This dataset presents the age-standardised rate of emergency hospital admissions for intentional self-harm among children and young people aged 10 to 24. It highlights the scale of serious mental health challenges faced by young people and provides a critical measure for monitoring trends in self-harm requiring inpatient care.
Rationale
Reducing emergency admissions for self-harm in children and young people is a key public health goal. High admission rates may indicate unmet mental health needs, social pressures, or gaps in early intervention services. This indicator supports the development of targeted mental health strategies and resource allocation to improve outcomes for vulnerable youth.
Numerator
The numerator is the number of finished admission episodes for individuals aged 10 to 24 where the main recorded cause is intentional self-harm, identified using ICD-10 codes X60 to X84. These codes represent external causes of injury and poisoning. Data are sourced from the Secondary Uses Service (SUS) Inpatients Report.
Denominator
The denominator is the estimated resident population aged 10 to 24 years, based on mid-year population estimates by single year of age and sex for local authorities in England and Wales. These estimates are provided by the Office for National Statistics (ONS).
Caveats
This dataset reflects episodes of admission rather than individual patients, meaning multiple admissions by the same person are counted separately. It does not include attendances at Accident & Emergency (A&E) departments that do not result in admission. Local variations in referral and admission practices may also influence the data.
External References
Fingertips Public Health Profiles – Self-Harm Admissions (10–24 years)
Localities Explained
This dataset contains data based on either the resident locality or registered locality of the patient, a distinction is made between resident locality and registered locality populations:
- Resident Locality refers to individuals who live within the defined geographic boundaries of the locality. These boundaries are aligned with official administrative areas such as wards and Lower Layer Super Output Areas (LSOAs).
- Registered Locality refers to individuals who are registered with GP practices that are assigned to a locality based on the Primary Care Network (PCN) they belong to. These assignments are approximate—PCNs are mapped to a locality based on the location of most of their GP surgeries. As a result, locality-registered patients may live outside the locality, sometimes even in different towns or cities.
This distinction is important because some health indicators are only available at GP practice level, without information on where patients actually reside. In such cases, data is attributed to the locality based on GP registration, not residential address.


Which lines of the records contain the word "Full"? Copy each one.

[Pixel coordinate grounding data]
▼

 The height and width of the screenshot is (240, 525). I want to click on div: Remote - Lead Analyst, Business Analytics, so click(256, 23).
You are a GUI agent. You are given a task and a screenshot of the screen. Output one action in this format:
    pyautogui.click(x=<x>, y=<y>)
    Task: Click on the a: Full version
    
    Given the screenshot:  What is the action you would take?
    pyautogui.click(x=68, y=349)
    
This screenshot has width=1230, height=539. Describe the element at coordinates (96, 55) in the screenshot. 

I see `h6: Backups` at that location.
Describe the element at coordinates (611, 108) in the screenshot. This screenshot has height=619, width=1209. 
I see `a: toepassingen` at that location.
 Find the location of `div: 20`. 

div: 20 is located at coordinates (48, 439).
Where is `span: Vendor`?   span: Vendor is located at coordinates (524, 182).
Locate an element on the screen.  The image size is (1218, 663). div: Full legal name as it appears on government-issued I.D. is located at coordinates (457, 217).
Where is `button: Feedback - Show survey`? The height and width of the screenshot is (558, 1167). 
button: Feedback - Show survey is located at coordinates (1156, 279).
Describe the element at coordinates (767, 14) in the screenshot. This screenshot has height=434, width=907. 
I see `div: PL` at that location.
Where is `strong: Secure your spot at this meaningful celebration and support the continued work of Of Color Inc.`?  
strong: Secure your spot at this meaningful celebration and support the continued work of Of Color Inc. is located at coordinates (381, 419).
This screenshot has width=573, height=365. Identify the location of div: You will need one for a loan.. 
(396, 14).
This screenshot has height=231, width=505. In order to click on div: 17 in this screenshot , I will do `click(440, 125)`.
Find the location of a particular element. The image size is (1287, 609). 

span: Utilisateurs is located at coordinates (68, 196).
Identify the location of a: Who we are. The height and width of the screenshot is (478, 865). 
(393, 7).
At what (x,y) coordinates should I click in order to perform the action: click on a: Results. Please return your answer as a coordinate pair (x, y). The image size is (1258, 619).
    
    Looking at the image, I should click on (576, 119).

▲

RESULT OF THE TASK:
    Task: Click on the a: Full version
Locate an element on the screen.  The image size is (1218, 663). div: Full legal name as it appears on government-issued I.D. is located at coordinates (457, 217).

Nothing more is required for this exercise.